Moreover, some 60 percent of a cotton crop, by weight, enters the food chain in the form of cottonseed oil which is used widely in processed foods, and as cottonseed feed for cows, ending up in meat and dairy products. The pesticide residues from these cottonseeds concentrate in the fatty tissues of these animals, and in turn are passed on in meat and dairy products to consumers.
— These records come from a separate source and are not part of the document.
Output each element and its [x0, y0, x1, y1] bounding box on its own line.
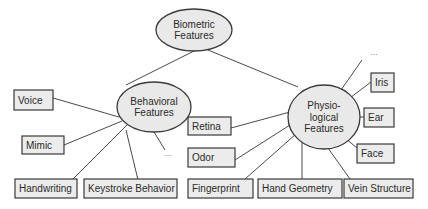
behavioral-label-line-1: Features — [134, 107, 173, 118]
handwriting-label: Handwriting — [19, 183, 72, 194]
edge-behavioral-to-mimic — [64, 121, 122, 145]
biometric-label-line-1: Features — [174, 30, 213, 41]
edge-biometric-to-physiological — [208, 50, 298, 87]
hand-geometry-label: Hand Geometry — [262, 183, 333, 194]
vein-structure-label: Vein Structure — [348, 183, 411, 194]
keystroke-label: Keystroke Behavior — [88, 183, 175, 194]
physiological-more-ellipsis: ... — [370, 47, 378, 57]
mimic-label: Mimic — [26, 140, 52, 151]
node-face: Face — [357, 144, 394, 163]
edge-physiological-to-retina — [231, 112, 290, 128]
node-keystroke: Keystroke Behavior — [84, 179, 177, 198]
node-iris: Iris — [371, 73, 394, 92]
physiological-label-line-2: Features — [304, 123, 343, 134]
edge-biometric-to-behavioral — [126, 51, 194, 85]
node-vein-structure: Vein Structure — [344, 179, 413, 198]
node-retina: Retina — [188, 117, 231, 135]
biometric-label-line-0: Biometric — [173, 19, 215, 30]
physiological-label-line-0: Physio- — [307, 100, 340, 111]
voice-label: Voice — [18, 95, 43, 106]
edge-behavioral-to-handwriting — [73, 124, 128, 179]
node-mimic: Mimic — [22, 136, 64, 154]
edge-behavioral-to-keystroke — [126, 130, 138, 180]
edge-physiological-to-more — [341, 60, 362, 90]
edge-physiological-to-fingerprint — [245, 134, 296, 179]
retina-label: Retina — [192, 121, 221, 132]
node-handwriting: Handwriting — [15, 179, 77, 198]
odor-label: Odor — [192, 152, 215, 163]
edge-physiological-to-odor — [235, 125, 290, 160]
node-ear: Ear — [364, 108, 394, 127]
node-behavioral: BehavioralFeatures — [117, 82, 191, 132]
node-odor: Odor — [188, 148, 235, 167]
iris-label: Iris — [375, 77, 388, 88]
behavioral-more-ellipsis: ... — [164, 148, 172, 158]
node-fingerprint: Fingerprint — [188, 179, 253, 198]
node-physiological: Physio-logicalFeatures — [288, 85, 360, 149]
ear-label: Ear — [368, 112, 384, 123]
node-hand-geometry: Hand Geometry — [258, 179, 342, 198]
edge-behavioral-to-voice — [53, 98, 119, 117]
physiological-label-line-1: logical — [310, 112, 338, 123]
fingerprint-label: Fingerprint — [192, 183, 240, 194]
node-biometric: BiometricFeatures — [156, 9, 232, 51]
biometric-features-diagram: BiometricFeaturesBehavioralFeaturesVoice… — [0, 0, 428, 209]
behavioral-label-line-0: Behavioral — [130, 96, 177, 107]
face-label: Face — [361, 148, 384, 159]
node-voice: Voice — [14, 90, 53, 110]
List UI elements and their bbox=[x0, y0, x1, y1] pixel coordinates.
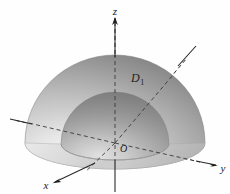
coordinate-diagram: z y x O D1 bbox=[0, 0, 230, 194]
x-axis-label: x bbox=[43, 179, 49, 191]
figure-container: z y x O D1 bbox=[0, 0, 230, 194]
region-label-letter: D bbox=[130, 71, 140, 85]
region-label-subscript: 1 bbox=[140, 78, 144, 87]
y-axis-label: y bbox=[220, 162, 226, 174]
origin-label: O bbox=[120, 143, 127, 154]
z-axis-label: z bbox=[112, 5, 118, 17]
x-axis-arrowhead bbox=[53, 178, 62, 183]
negative-x-axis-solid bbox=[178, 46, 196, 66]
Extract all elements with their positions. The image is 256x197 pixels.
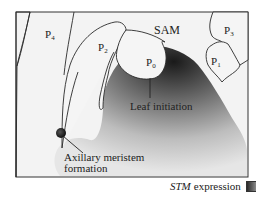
axillary-meristem-dot: [56, 128, 66, 138]
legend: STM expression: [170, 180, 256, 192]
label-sam: SAM: [154, 24, 180, 36]
legend-gene-name: STM: [170, 180, 191, 192]
label-p4: P4: [45, 28, 55, 44]
label-axillary-line2: formation: [64, 162, 107, 174]
stm-expression-diagram: P4 P2 SAM P0 P3 P1 Leaf initiation Axill…: [0, 0, 256, 197]
label-p3: P3: [224, 24, 234, 40]
legend-text: expression: [194, 180, 241, 192]
label-p0: P0: [146, 56, 156, 72]
label-p1: P1: [211, 55, 221, 71]
label-leaf-initiation: Leaf initiation: [130, 100, 193, 112]
label-p2: P2: [98, 41, 108, 57]
legend-swatch: [246, 181, 256, 192]
meristem-illustration: [0, 0, 256, 197]
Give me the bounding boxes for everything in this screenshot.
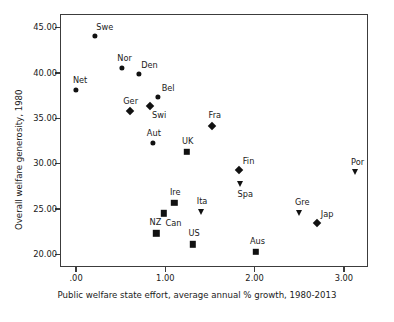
data-point-label-us: US xyxy=(188,229,199,237)
data-point-label-fin: Fin xyxy=(243,157,255,165)
data-point-label-nor: Nor xyxy=(117,53,132,61)
data-point-label-uk: UK xyxy=(182,137,193,145)
data-point-label-swe: Swe xyxy=(96,23,113,31)
data-point-label-gre: Gre xyxy=(295,198,310,206)
y-tick-label: 25.00 xyxy=(33,205,57,213)
data-point-label-swi: Swi xyxy=(152,111,166,119)
data-point-marker-gre xyxy=(296,210,302,216)
scatter-plot-figure: 45.0040.0035.0030.0025.0020.00 .001.002.… xyxy=(0,0,394,322)
plot-area-frame xyxy=(60,14,368,267)
data-point-label-ger: Ger xyxy=(123,97,138,105)
data-point-marker-por xyxy=(352,169,358,175)
y-tick-label: 30.00 xyxy=(33,159,57,167)
data-point-marker-ita xyxy=(198,209,204,215)
data-point-label-can: Can xyxy=(166,219,182,227)
data-point-label-bel: Bel xyxy=(162,83,175,91)
x-tick-label: 1.00 xyxy=(156,274,174,282)
data-point-label-jap: Jap xyxy=(321,210,334,218)
data-point-label-den: Den xyxy=(141,61,158,69)
data-point-marker-us xyxy=(190,241,196,247)
x-axis-title: Public welfare state effort, average ann… xyxy=(0,290,394,300)
x-tick-mark xyxy=(254,267,255,272)
data-point-label-ita: Ita xyxy=(197,197,208,205)
x-tick-mark xyxy=(343,267,344,272)
x-tick-label: 3.00 xyxy=(335,274,353,282)
x-tick-label: 2.00 xyxy=(245,274,263,282)
data-point-marker-ire xyxy=(171,199,177,205)
x-tick-mark xyxy=(165,267,166,272)
y-tick-label: 20.00 xyxy=(33,250,57,258)
data-point-label-fra: Fra xyxy=(209,111,222,119)
data-point-marker-nz xyxy=(153,230,159,236)
data-point-marker-can xyxy=(160,210,166,216)
data-point-label-net: Net xyxy=(73,76,87,84)
x-tick-mark xyxy=(75,267,76,272)
data-point-label-spa: Spa xyxy=(238,189,253,197)
y-tick-label: 35.00 xyxy=(33,114,57,122)
data-point-marker-spa xyxy=(237,181,243,187)
data-point-label-aut: Aut xyxy=(147,129,161,137)
y-axis-title: Overall welfare generosity, 1980 xyxy=(14,89,24,230)
data-point-marker-aus xyxy=(252,248,258,254)
data-point-label-por: Por xyxy=(351,158,364,166)
y-tick-label: 45.00 xyxy=(33,23,57,31)
data-point-label-aus: Aus xyxy=(250,236,265,244)
y-tick-label: 40.00 xyxy=(33,69,57,77)
x-tick-label: .00 xyxy=(69,274,82,282)
data-point-marker-uk xyxy=(184,149,190,155)
data-point-label-nz: NZ xyxy=(150,218,162,226)
data-point-label-ire: Ire xyxy=(170,188,181,196)
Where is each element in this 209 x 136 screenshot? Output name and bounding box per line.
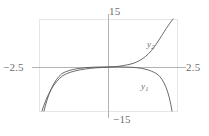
curve-label-y2: y2: [147, 40, 154, 49]
curve-label-y1: y1: [141, 82, 148, 91]
x-max-tick-label: 2.5: [186, 62, 200, 73]
plot-canvas: [0, 0, 209, 136]
chart-figure: 15 −15 −2.5 2.5 y2 y1: [0, 0, 209, 136]
plot-area: 15 −15 −2.5 2.5 y2 y1: [0, 0, 209, 136]
x-min-tick-label: −2.5: [3, 62, 24, 73]
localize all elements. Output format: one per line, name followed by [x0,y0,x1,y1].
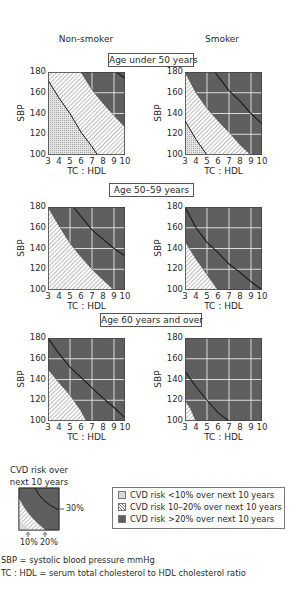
y-tick-label: 180 [161,66,183,76]
y-tick-label: 160 [24,353,46,363]
y-tick-label: 120 [24,394,46,404]
key-label-30: 30% [66,504,84,513]
x-axis-label: TC : HDL [47,166,127,176]
legend-item-mid: CVD risk 10–20% over next 10 years [118,501,284,513]
x-tick-label: 10 [256,422,268,432]
swatch-low-icon [118,491,126,499]
legend: CVD risk <10% over next 10 years CVD ris… [112,487,285,529]
chart-plot-area [185,207,262,290]
key-label-10: 10% [20,538,38,547]
footnote-sbp: SBP = systolic blood pressure mmHg [1,555,155,565]
y-tick-label: 180 [161,332,183,342]
swatch-high-icon [118,515,126,523]
legend-label-low: CVD risk <10% over next 10 years [130,490,274,500]
y-tick-label: 120 [161,128,183,138]
swatch-mid-icon [118,503,126,511]
y-tick-label: 160 [24,87,46,97]
x-axis-label: TC : HDL [184,166,264,176]
y-tick-label: 120 [24,263,46,273]
key-title-line1: CVD risk over [4,464,74,476]
chart-smoker-50-59: 180160140120100345678910TC : HDLSBP [155,201,272,316]
column-title-non-smoker: Non-smoker [36,34,136,44]
key-label-20: 20% [40,538,58,547]
x-tick-label: 10 [119,422,131,432]
chart-smoker-under-50: 180160140120100345678910TC : HDLSBP [155,66,272,181]
x-tick-label: 10 [256,156,268,166]
chart-plot-area [185,72,262,155]
y-tick-label: 160 [161,222,183,232]
key-title: CVD risk over next 10 years [4,464,74,488]
x-tick-label: 10 [256,291,268,301]
legend-item-high: CVD risk >20% over next 10 years [118,513,284,525]
legend-label-high: CVD risk >20% over next 10 years [130,514,274,524]
chart-non-smoker-60-plus: 180160140120100345678910TC : HDLSBP [18,332,135,447]
y-axis-label: SBP [153,98,163,128]
legend-item-low: CVD risk <10% over next 10 years [118,489,284,501]
x-tick-label: 10 [119,156,131,166]
x-axis-label: TC : HDL [47,432,127,442]
y-tick-label: 180 [161,201,183,211]
y-axis-label: SBP [16,233,26,263]
y-tick-label: 160 [24,222,46,232]
y-tick-label: 120 [24,128,46,138]
chart-plot-area [48,338,125,421]
y-axis-label: SBP [16,98,26,128]
y-tick-label: 140 [161,243,183,253]
y-tick-label: 140 [24,374,46,384]
legend-label-mid: CVD risk 10–20% over next 10 years [130,502,282,512]
x-axis-label: TC : HDL [184,301,264,311]
chart-non-smoker-under-50: 180160140120100345678910TC : HDLSBP [18,66,135,181]
y-tick-label: 140 [24,108,46,118]
x-axis-label: TC : HDL [47,301,127,311]
y-tick-label: 180 [24,66,46,76]
y-tick-label: 120 [161,263,183,273]
chart-smoker-60-plus: 180160140120100345678910TC : HDLSBP [155,332,272,447]
y-axis-label: SBP [153,233,163,263]
y-tick-label: 140 [161,108,183,118]
chart-plot-area [185,338,262,421]
chart-plot-area [48,72,125,155]
x-tick-label: 10 [119,291,131,301]
y-tick-label: 180 [24,201,46,211]
age-group-50-59: Age 50–59 years [109,183,194,197]
y-tick-label: 140 [24,243,46,253]
y-tick-label: 180 [24,332,46,342]
y-tick-label: 160 [161,87,183,97]
footnote-tc-hdl: TC : HDL = serum total cholesterol to HD… [1,568,246,578]
column-title-smoker: Smoker [172,34,272,44]
y-tick-label: 140 [161,374,183,384]
y-axis-label: SBP [16,364,26,394]
chart-plot-area [48,207,125,290]
chart-non-smoker-50-59: 180160140120100345678910TC : HDLSBP [18,201,135,316]
x-axis-label: TC : HDL [184,432,264,442]
y-tick-label: 120 [161,394,183,404]
age-group-under-50: Age under 50 years [108,53,194,67]
y-axis-label: SBP [153,364,163,394]
y-tick-label: 160 [161,353,183,363]
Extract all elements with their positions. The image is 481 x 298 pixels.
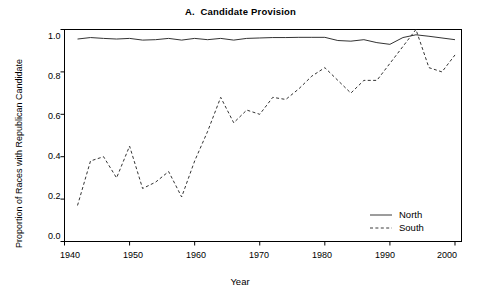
figure-panel-a: A. Candidate Provision Proportion of Rac… — [0, 0, 481, 298]
legend-label-south: South — [399, 222, 424, 233]
series-line-north — [78, 35, 455, 45]
plot-area — [0, 0, 481, 298]
x-tick-marks — [65, 242, 455, 246]
y-tick-marks — [61, 30, 65, 242]
legend-label-north: North — [399, 209, 422, 220]
series-line-south — [78, 30, 455, 206]
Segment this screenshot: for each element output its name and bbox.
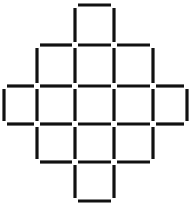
matchstick-diagram	[0, 0, 189, 215]
matchsticks-group	[4, 5, 187, 201]
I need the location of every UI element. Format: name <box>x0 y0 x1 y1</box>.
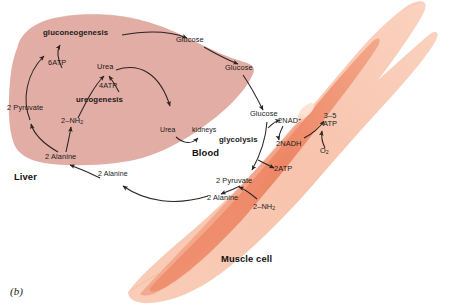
label-blood-alanine: 2 Alanine <box>98 170 128 177</box>
arrow-blood-alanine-to-liver <box>70 165 100 178</box>
label-muscle-nh2-sub: 2 <box>272 205 275 211</box>
label-2atp: 2ATP <box>274 165 292 172</box>
label-6atp: 6ATP <box>48 59 66 66</box>
label-blood-glucose: Glucose <box>225 64 253 71</box>
arrow-muscle-alanine-to-blood <box>123 186 208 201</box>
label-glycolysis: glycolysis <box>219 136 258 144</box>
label-liver-nh2: 2–NH2 <box>61 117 83 125</box>
label-muscle-pyruvate: 2 Pyruvate <box>216 177 252 184</box>
label-liver-glucose: Glucose <box>176 36 204 43</box>
label-region-liver: Liver <box>14 172 37 181</box>
label-liver-nh2-text: 2–NH <box>61 116 80 125</box>
label-muscle-nh2: 2–NH2 <box>253 203 275 211</box>
label-2nadh: 2NADH <box>276 140 302 147</box>
glucose-alanine-cycle-figure: gluconeogenesis 6ATP 2 Pyruvate Urea 4AT… <box>0 0 453 306</box>
label-o2-sub: 2 <box>326 149 329 155</box>
label-blood-urea: Urea <box>160 126 176 133</box>
label-gluconeogenesis: gluconeogenesis <box>43 29 108 37</box>
liver-shape <box>9 14 254 165</box>
label-2nad-plus: 2NAD+ <box>278 117 301 124</box>
label-liver-alanine: 2 Alanine <box>45 153 76 160</box>
label-4atp: 4ATP <box>99 82 117 89</box>
label-liver-nh2-sub: 2 <box>80 119 83 125</box>
label-kidneys: kidneys <box>192 126 216 133</box>
label-o2: O2 <box>320 147 329 155</box>
label-muscle-glucose: Glucose <box>250 110 278 117</box>
label-muscle-alanine: 2 Alanine <box>207 194 238 201</box>
arrow-nad-ox-to-nadh <box>279 126 283 140</box>
label-liver-pyruvate: 2 Pyruvate <box>7 104 43 111</box>
label-region-muscle-cell: Muscle cell <box>221 254 272 263</box>
figure-caption: (b) <box>10 285 23 297</box>
label-muscle-nh2-text: 2–NH <box>253 202 272 211</box>
label-liver-urea: Urea <box>97 63 113 70</box>
label-2nad-sup: + <box>298 116 301 122</box>
label-region-blood: Blood <box>192 148 219 157</box>
arrow-blood-glucose-to-muscle <box>243 75 263 110</box>
label-3-5-atp: 3–5 ATP <box>323 112 337 129</box>
label-ureogenesis: ureogenesis <box>76 96 123 104</box>
label-2nad-text: 2NAD <box>278 116 298 125</box>
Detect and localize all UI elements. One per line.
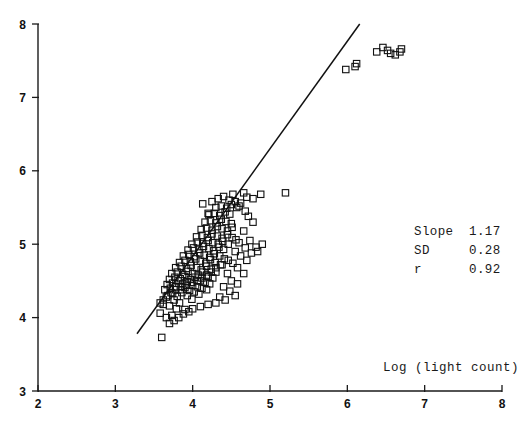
data-point [234, 264, 240, 270]
data-point-markers [157, 44, 405, 340]
data-point [182, 306, 188, 312]
plot-canvas: 345678 2345678 Log (light count) Slope 1… [0, 0, 527, 432]
data-point [200, 201, 206, 207]
slope-label: Slope [414, 225, 454, 239]
data-point [258, 191, 264, 197]
slope-value: 1.17 [469, 225, 501, 239]
y-tick-label-8: 8 [19, 18, 26, 32]
x-tick-label-8: 8 [499, 397, 506, 411]
y-tick-label-4: 4 [19, 311, 26, 325]
data-point [228, 278, 234, 284]
data-point [241, 270, 247, 276]
data-point [259, 241, 265, 247]
data-point [247, 237, 253, 243]
y-tick-label-7: 7 [19, 91, 26, 105]
data-point [159, 334, 165, 340]
data-point [254, 248, 260, 254]
data-point [157, 310, 163, 316]
sd-value: 0.28 [469, 244, 501, 258]
y-tick-label-6: 6 [19, 164, 26, 178]
data-point [343, 66, 349, 72]
x-tick-label-2: 2 [35, 397, 42, 411]
x-tick-label-7: 7 [421, 397, 428, 411]
x-tick-label-5: 5 [267, 397, 274, 411]
r-label: r [414, 263, 422, 277]
data-point [197, 303, 203, 309]
x-tick-label-3: 3 [112, 397, 119, 411]
r-value: 0.92 [469, 263, 501, 277]
axes [38, 24, 502, 391]
y-tick-label-5: 5 [19, 238, 26, 252]
sd-label: SD [414, 244, 430, 258]
regression-fit-line [137, 24, 360, 334]
x-axis-title: Log (light count) [383, 361, 519, 375]
data-point [234, 281, 240, 287]
data-point [224, 270, 230, 276]
data-point [205, 301, 211, 307]
data-point [241, 228, 247, 234]
data-point [282, 190, 288, 196]
data-point [220, 284, 226, 290]
scatter-plot-figure: 345678 2345678 Log (light count) Slope 1… [0, 0, 527, 432]
y-tick-label-3: 3 [19, 385, 26, 399]
x-axis-ticks: 2345678 [35, 385, 506, 411]
data-point [250, 195, 256, 201]
x-tick-label-6: 6 [344, 397, 351, 411]
data-point [244, 257, 250, 263]
data-point [374, 49, 380, 55]
y-axis-ticks: 345678 [19, 18, 39, 399]
x-tick-label-4: 4 [189, 397, 196, 411]
data-point [242, 245, 248, 251]
statistics-annotation: Slope 1.17 SD 0.28 r 0.92 [414, 225, 501, 277]
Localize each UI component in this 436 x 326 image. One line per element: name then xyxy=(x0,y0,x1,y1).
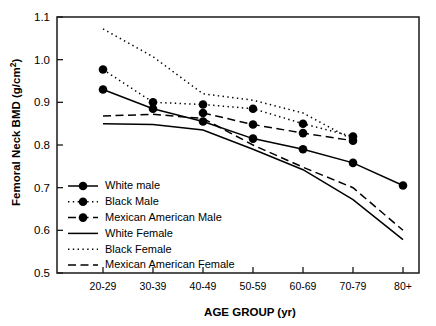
x-tick-label: 20-29 xyxy=(90,280,117,292)
y-tick-label: 1.0 xyxy=(34,54,50,66)
figure-container: 1.11.00.90.80.70.60.5 20-2930-3940-4950-… xyxy=(0,0,436,326)
y-tick-label: 0.5 xyxy=(34,267,50,279)
x-tick-label: 60-69 xyxy=(290,280,317,292)
y-tick-label: 0.7 xyxy=(34,182,50,194)
legend-label: Black Male xyxy=(105,195,159,207)
y-axis-title-tail: ) xyxy=(10,59,22,63)
legend-swatch-marker xyxy=(79,182,88,191)
data-point xyxy=(349,159,358,168)
bmd-line-chart: 1.11.00.90.80.70.60.5 20-2930-3940-4950-… xyxy=(0,0,436,326)
y-tick-label: 1.1 xyxy=(34,11,50,23)
data-point xyxy=(99,85,108,94)
x-tick-label: 80+ xyxy=(394,280,412,292)
x-tick-label: 70-79 xyxy=(340,280,367,292)
legend-label: White male xyxy=(105,179,160,191)
data-point xyxy=(399,181,408,190)
x-tick-label: 30-39 xyxy=(140,280,167,292)
legend-label: Black Female xyxy=(105,243,172,255)
x-axis-title: AGE GROUP (yr) xyxy=(204,306,296,318)
data-point xyxy=(299,145,308,154)
data-point xyxy=(299,129,308,138)
data-point xyxy=(149,98,158,107)
data-point xyxy=(199,109,208,118)
svg-text:Femoral Neck BMD (g/cm2): Femoral Neck BMD (g/cm2) xyxy=(8,59,22,206)
x-tick-label: 40-49 xyxy=(190,280,217,292)
y-tick-label: 0.8 xyxy=(34,139,50,151)
data-point xyxy=(249,120,258,129)
y-tick-label: 0.9 xyxy=(34,96,50,108)
data-point xyxy=(199,100,208,109)
legend-label: Mexican American Male xyxy=(105,211,222,223)
data-point xyxy=(99,65,108,74)
legend-label: Mexican American Female xyxy=(105,258,235,270)
legend-label: White Female xyxy=(105,227,173,239)
legend-swatch-marker xyxy=(79,198,88,207)
legend-swatch-marker xyxy=(79,213,88,222)
data-point xyxy=(299,119,308,128)
y-axis-title-main: Femoral Neck BMD (g/cm xyxy=(10,67,22,206)
data-point xyxy=(249,104,258,113)
y-axis-title: Femoral Neck BMD (g/cm2) xyxy=(8,59,22,206)
y-tick-label: 0.6 xyxy=(34,224,50,236)
x-tick-label: 50-59 xyxy=(240,280,267,292)
data-point xyxy=(249,134,258,143)
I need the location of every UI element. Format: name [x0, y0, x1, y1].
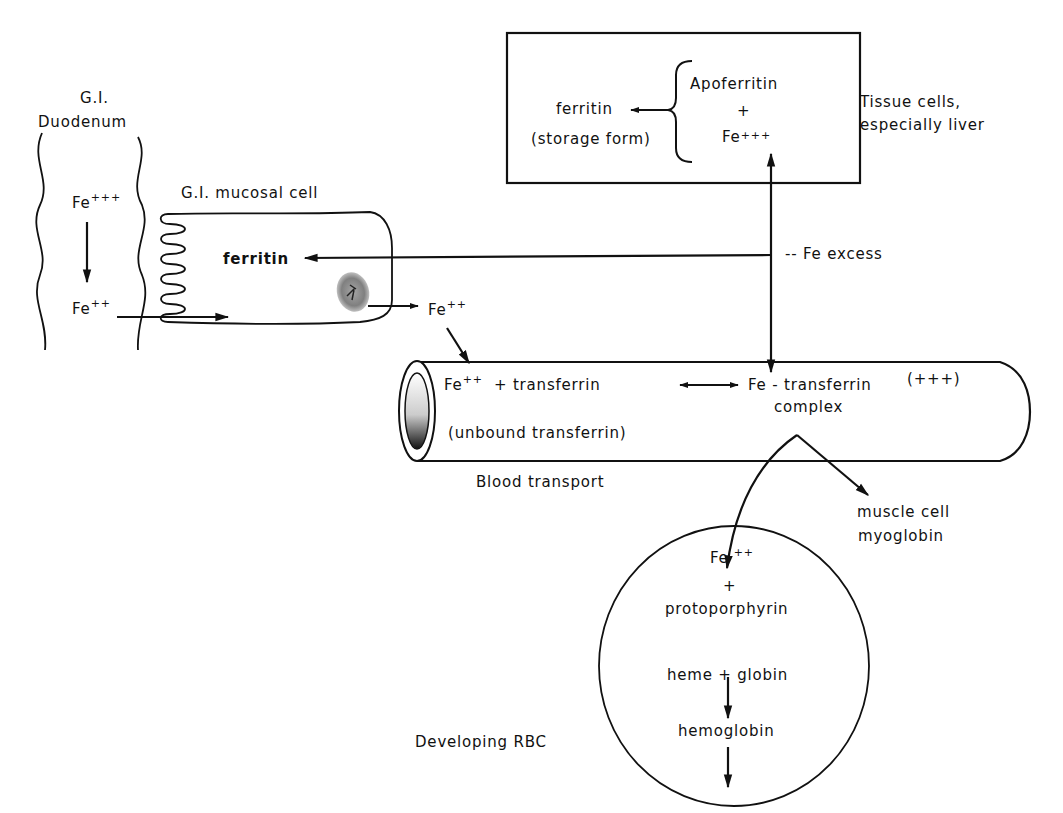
fe3-storage-label: Fe+++	[722, 130, 771, 145]
fe-excess-arrow	[305, 255, 771, 258]
complex-charge-label: (+++)	[907, 372, 960, 387]
fe-excess-label: -- Fe excess	[785, 247, 883, 262]
plus-transferrin-label: + transferrin	[494, 378, 601, 393]
duodenum-label: Duodenum	[38, 115, 127, 130]
fe2-rbc-label: Fe++	[710, 551, 754, 566]
storage-form-label: (storage form)	[531, 132, 651, 147]
mucosal-cell-label: G.I. mucosal cell	[181, 186, 318, 201]
myoglobin-label: myoglobin	[858, 529, 944, 544]
tissue-cells-label: Tissue cells,	[860, 95, 961, 110]
fe-transferrin-label: Fe - transferrin	[748, 378, 872, 393]
fe3-duodenum-label: Fe+++	[72, 196, 121, 211]
especially-liver-label: especially liver	[860, 118, 985, 133]
ferritin-label: ferritin	[556, 102, 613, 117]
apoferritin-label: Apoferritin	[690, 77, 778, 92]
unbound-transferrin-label: (unbound transferrin)	[448, 426, 626, 441]
heme-globin-label: heme + globin	[667, 668, 788, 683]
protoporphyrin-label: protoporphyrin	[665, 602, 788, 617]
complex-label: complex	[774, 400, 843, 415]
developing-rbc-label: Developing RBC	[415, 735, 547, 750]
to-muscle-arrow	[797, 435, 868, 495]
plus-sign: +	[737, 104, 750, 119]
gi-label: G.I.	[80, 91, 109, 106]
fe2-blood-label: Fe++	[444, 378, 483, 393]
blood-transport-label: Blood transport	[476, 475, 604, 490]
rbc-plus-sign: +	[723, 579, 736, 594]
mucosal-ferritin-label: ferritin	[223, 252, 289, 267]
fe2-duodenum-label: Fe++	[72, 302, 111, 317]
fe2-out-label: Fe++	[428, 303, 467, 318]
muscle-cell-label: muscle cell	[857, 505, 950, 520]
hemoglobin-label: hemoglobin	[678, 724, 775, 739]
Genetically engineered (GE) cotton is another problem. Playing on concerns about pesticides, Monsanto has pushed GE cottonseeds onto the market in more than a half-dozen countries as the "green alternative" for cotton growers. In terms of human health hazards, herbicide-resistant GE cotton plants--and their oil and seed derivatives--contain foreign proteins, bacteria, viral promoters, and antibiotic resistant genes--food ingredients that humans have never eaten before. These GE plants and their derivatives are unlabeled and untested for hazards to human health and the environment. Over ten million acres of genetically engineered cotton are now being grown across the US. These cotton plants are gene-spliced so that the cotton plant emits its own pesticide, or else the plant is genetically engineered to be able to survive mega-doses of powerful pesticides.

Biotech cotton is a mortal threat to organic cotton farming, the real "no pesticide" alternative. This threat is two-fold. First of all, it is a source of genetic pollution (like GE corn or canola), spreading its altered DNA. Even worse, it is slowly but steadily building up resistance among cotton pests, creating the preconditions for cotton superpests to arise.